Leader move: Run a 90-day “Time Back” sprint.

  • Challenge every team to save 10–20% of time on one recurring task (e.g., newsletter creation, lesson plan templates, IEP meeting prep).
  • Share before/after workflows, templates, and tool settings district-wide.
  • Reinvest saved time into feedback, family contact, or student conferences.

Pro Tip: Check out CoSN’s AI Maturity Framework and self-assess where you are and where you want to go with AI.

Go practical: AI for the unglamorous, high-impact problems

The fastest wins aren’t sci-fi. They're schedules, routes, supervision rosters, procurement language, and consistent comms. As Keith put it, scenario-running that once took weeks can now be generated in minutes, then refined by humans.

Leader move: Pick one operational use case to automate with human oversight:

  • Master schedule options aligned to staffing constraints
  • Bus routing scenarios that reduce deadhead time
  • Drafting vendor RFPs with privacy and interoperability clauses
  • Translation and tone-check for family messages
  • Publish the time saved and how you used it for students.

Pro Tip: Explore CoSN’s member survey on AI & Operations for ideas on how AI can be used to modernize operations.

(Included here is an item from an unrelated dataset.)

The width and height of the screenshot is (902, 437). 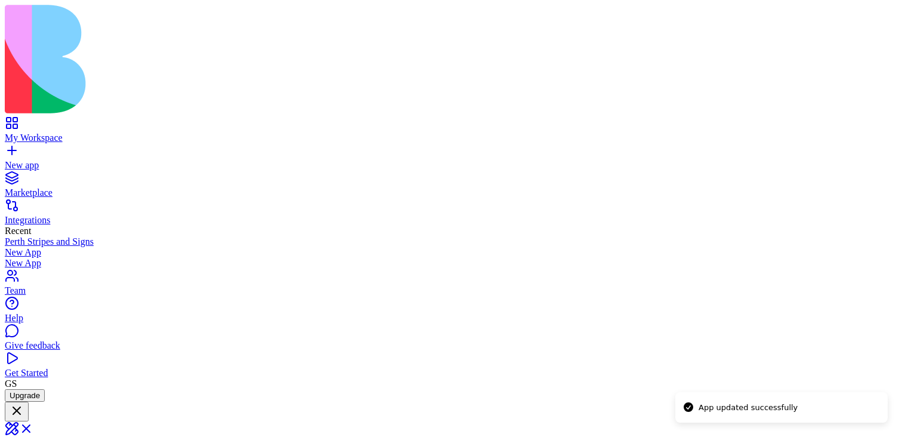 What do you see at coordinates (11, 383) in the screenshot?
I see `span: GS` at bounding box center [11, 383].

Culture beats novelty: celebrate small wins, keep learning

Change fatigue is real. So are micro-celebrations. We need to share stories of a teacher who shaved 30 minutes off grading then used that time for student feedback. So does admitting what didn’t work. The through-line from both leaders: humility, iteration, humanity.

Leader move: End every month with a 20-minute Learning Stand-Up:
Three prompts: What did we try? What did we learn? What’s next?
Post highlights publicly. Recognize a teacher, a student, and a support staff member who modeled smart, ethical, and better use of tools.

The through-line

  • Unlearning frees capacity for what students need now.
  • Balance beats binary thinking—especially when it comes to AI.
  • Ethics and equity are practices we build, not boxes we check.
  • Conditions and culture make change stick.
  • Practical wins build momentum and trust.

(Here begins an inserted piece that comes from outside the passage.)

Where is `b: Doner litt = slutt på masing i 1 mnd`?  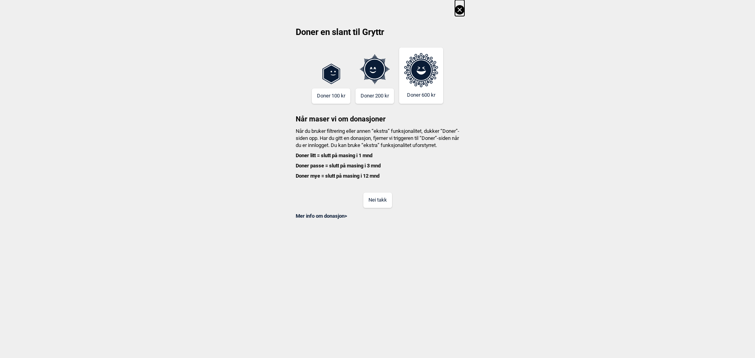
b: Doner litt = slutt på masing i 1 mnd is located at coordinates (334, 155).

Education will always be human work. The point of technology, like that old slide rule on Mort’s desk, or the AI copilot in your browser, is not to replace us, but to help us listen better, personalize more, and spend more time on what only humans can do: relationships, judgment, empathy, care.

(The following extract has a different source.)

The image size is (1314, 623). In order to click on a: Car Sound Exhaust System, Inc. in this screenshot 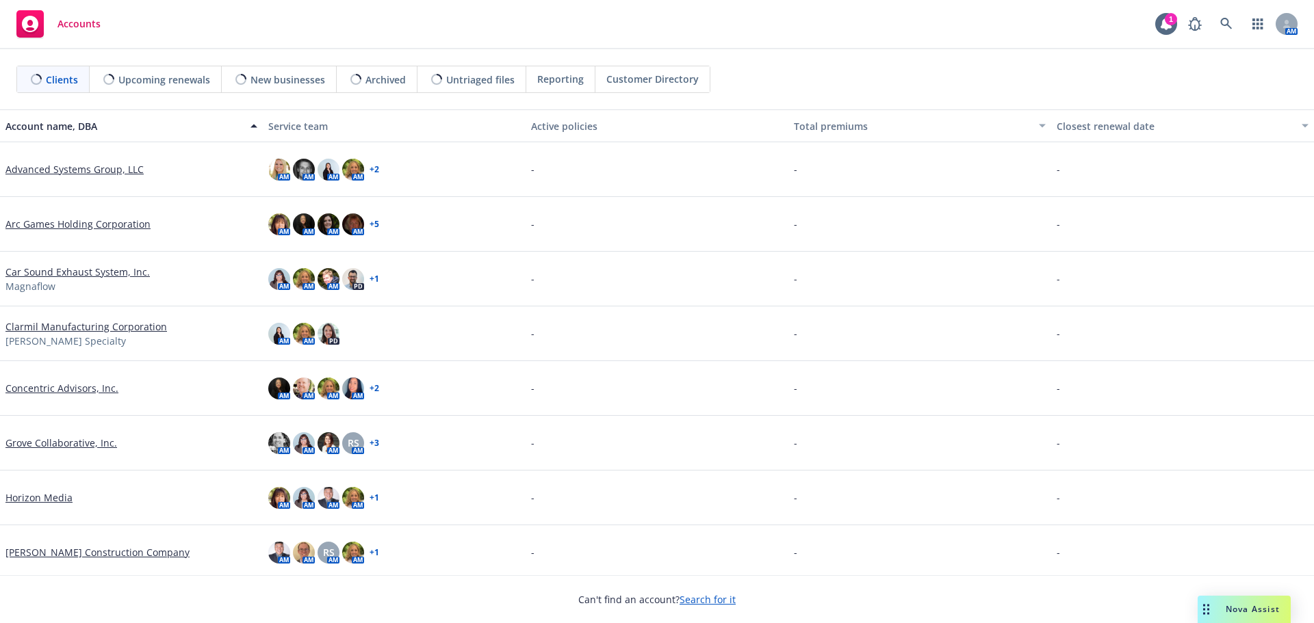, I will do `click(77, 272)`.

We’re optimistic. And we’re unfinished.

Pro Tip: Use the annual Driving K-12 Innovation report to spark a conversation on the Hurdles, Accelerators, and Tech Enablers that make sense in your school/district.

Try This Tomorrow

  1. Publish a Balanced Use Brief for staff and families (one page).
  2. Run a 60-day micro-pilot with teacher choice and mid-course huddles.
  3. Update integrity & AUP addenda with disclosure norms and scenarios.
  4. Kick off a “Time Back” sprint focused on saving 10–20% on one task.
  5. Host an Unlearn/Keep/Prototype session—then celebrate a small win.


Written By
Author
Dr. Mort Sherman
Dr. Mort Sherman, an educator for 40 years, served as superintendent in districts across Connecticut, New Jersey, New York, and Virginia. He began his career as an English teacher in Delaware and holds a doctorate in educational administration from Lehigh University. Sherman is a founding member of Public Schools for Tomorrow and serves on several educational boards, including the executive committee of The Goldie Hawn Foundation (MindUp). He has received numerous honors, including the Pathfinder and Magna Awards. As former Senior Associate Executive Director at AASA, he led the development of leadership programs that continue to shape the next generation of school system leaders. He is a nationally recognized leader in education, speaking frequently about children’s mental health, student achievement, curriculum and staff development. He has written and published more than 400 articles, is currently a writer for Psychology Today, published a book on Personalized Learning in the 21st Century, and just released a co-authored book with his daughter Sara: Resonant Minds, The Transformative Nature of Music... One Note at a Time.